That includes pinning down what Lewis called the “right shape of the product to sell.” In other words, it could be a software as a service (SaaS) offering in some cases, and in others, it could mean local governments working with the company’s policy team in addition to the platform to achieve their goal.

“We’re trying to be flexible and work with potential customers to define what are the outcomes and metrics that are actually meaningful in terms of moving the needle on policy innovation,” Lewis said.

When asked about how they were building trust with local governments as outsiders, the founders pointed to efforts to establish those relationships early on. Per Arvizu, the company currently has dozens of beta users that work at the state, county, and city government levels.

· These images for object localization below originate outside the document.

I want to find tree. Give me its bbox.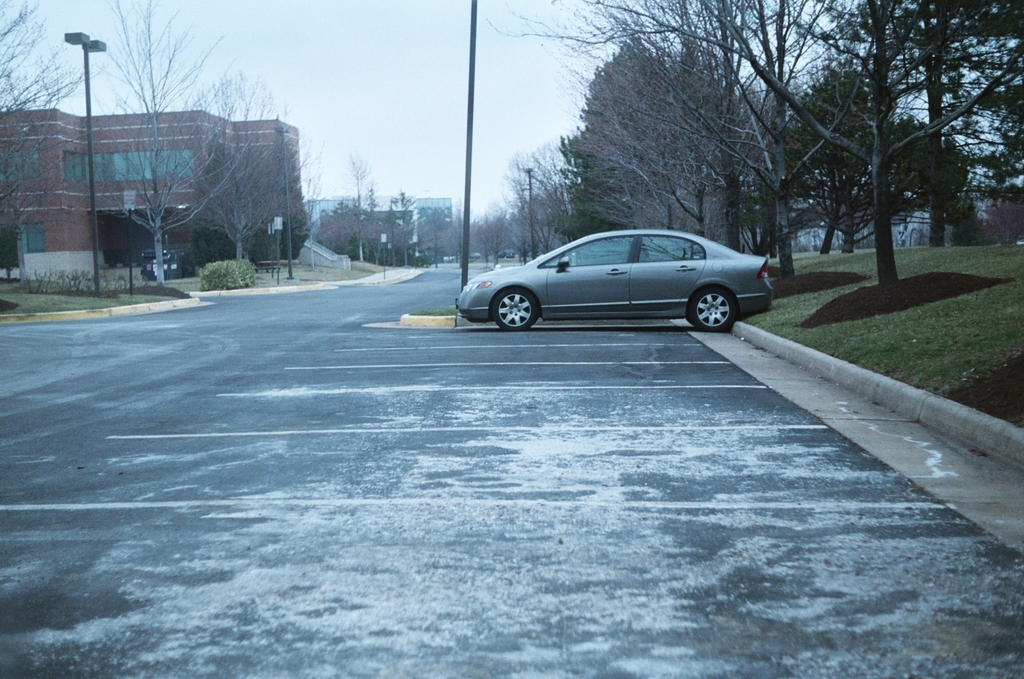
84 0 243 282.
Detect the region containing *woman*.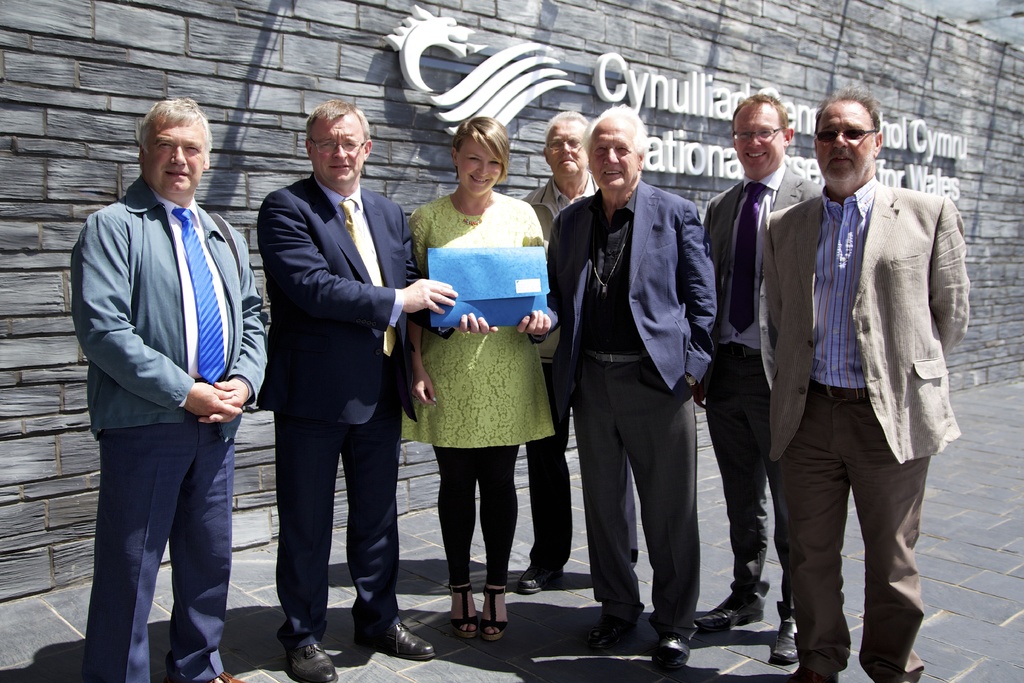
box=[404, 128, 555, 624].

“We would only build this if they told us this is something they need — this is something they want,” Arvizu said. “Otherwise, it wouldn’t be worth our time.”

Madison Alder

Written by Madison Alder

Madison Alder is a reporter for FedScoop in Washington, D.C., covering government technology. Her reporting has included tracking government uses of artificial intelligence and monitoring changes in federal contracting. She’s broadly interested in issues involving health, law, and data. Before joining FedScoop, Madison was a reporter at Bloomberg Law where she covered several beats, including the federal judiciary, health policy, and employee benefits. A west-coaster at heart, Madison is originally from Seattle and is a graduate of the Walter Cronkite School of Journalism and Mass Communication at Arizona State University.